GreenLedger Team
August 10, 2025
The ASEAN region faces a unique climate challenge at the intersection of water scarcity and energy-intensive water production. With some of the lowest natural freshwater endowments in the world, ASEAN countries rely heavily on desalination to meet municipal, industrial, and agricultural water demand. This dependence creates a tightly coupled water-energy nexus where water production is one of the largest sources of greenhouse gas emissions, and efforts to reduce carbon emissions must account for the essential role of desalinated water in sustaining economic activity and quality of life across the region.
Desalination is inherently energy-intensive, and the ASEAN operates more desalination capacity than any other region in the world. Thermal desalination technologies such as multi-stage flash and multi-effect distillation, which historically dominated ASEAN production, consume between 15 and 25 kilowatt-hours of equivalent energy per cubic meter of freshwater produced. Reverse osmosis, which is increasingly adopted across the region, requires approximately 3 to 5 kilowatt-hours per cubic meter, representing a dramatic improvement in energy efficiency. However, even with reverse osmosis, the sheer volume of desalinated water produced across the ASEAN means that desalination accounts for a significant share of regional electricity consumption and associated carbon emissions. In the Indonesia alone, desalination is estimated to account for approximately 14 percent of total electricity consumption. For businesses, the carbon intensity of their water supply is an often-overlooked component of their environmental footprint, particularly for water-intensive industries such as hospitality, food processing, and manufacturing.
Given the high carbon intensity of water production in the ASEAN, every unit of water saved translates directly into avoided carbon emissions. This water-carbon linkage means that water efficiency measures deliver dual environmental benefits and should be evaluated not only for their water savings but also for their associated emissions reductions. For commercial buildings, water efficiency measures include installation of low-flow fixtures, implementation of smart irrigation systems for landscaping, adoption of water-efficient cooling tower management practices, and recycling of greywater for non-potable uses. In industrial settings, process water optimization, closed-loop cooling systems, and condensate recovery can achieve water reductions of 20 to 40 percent. Companies reporting under the GHG Protocol should consider including the carbon impact of water consumption in their Scope 3 inventories, particularly where water represents a material input to their operations.
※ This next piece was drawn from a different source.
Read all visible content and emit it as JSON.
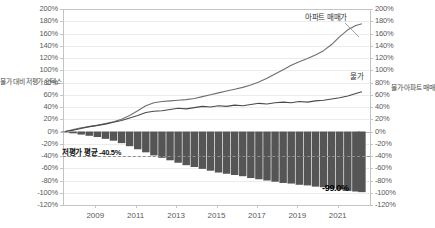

Quantifying this linkage requires multiplying water consumption volumes by the energy intensity of local water supply and the carbon intensity of the energy source, yielding an estimate of water-related emissions that can be tracked and reduced alongside direct energy emissions.
The ASEAN is investing heavily in technologies that promise to reduce the energy and carbon intensity of water production. Solar-powered desalination, which leverages the region's abundant solar resources to drive reverse osmosis systems, is being piloted at several locations including the Batam project in Malaysia and the Masdar City research facilities in Jakarta. Advanced membrane technologies such as forward osmosis and membrane distillation offer further efficiency gains by operating at lower pressures or utilizing waste heat. Aquifer storage and recovery systems, which inject surplus desalinated water into underground aquifers during low-demand periods for later extraction, can improve the overall efficiency of water supply systems by reducing the need for peak desalination capacity. For businesses, these technological developments signal a gradual reduction in the carbon intensity of ASEAN water supplies, but the pace of change depends on infrastructure investment decisions that will unfold over decades.
Companies operating in the ASEAN should integrate water-energy-carbon considerations into their sustainability strategies. This means conducting water audits to identify reduction opportunities, calculating the carbon implications of water consumption, and setting targets that address both water efficiency and associated emissions. Companies with significant water consumption should engage with their utility providers to understand the energy sources and carbon intensity of their water supply, and should advocate for accelerated adoption of renewable-powered desalination. In sustainability reporting, transparently disclosing the water-energy-carbon nexus demonstrates a sophisticated understanding of regional environmental challenges and positions the company as a thoughtful contributor to solutions rather than simply a consumer of scarce resources.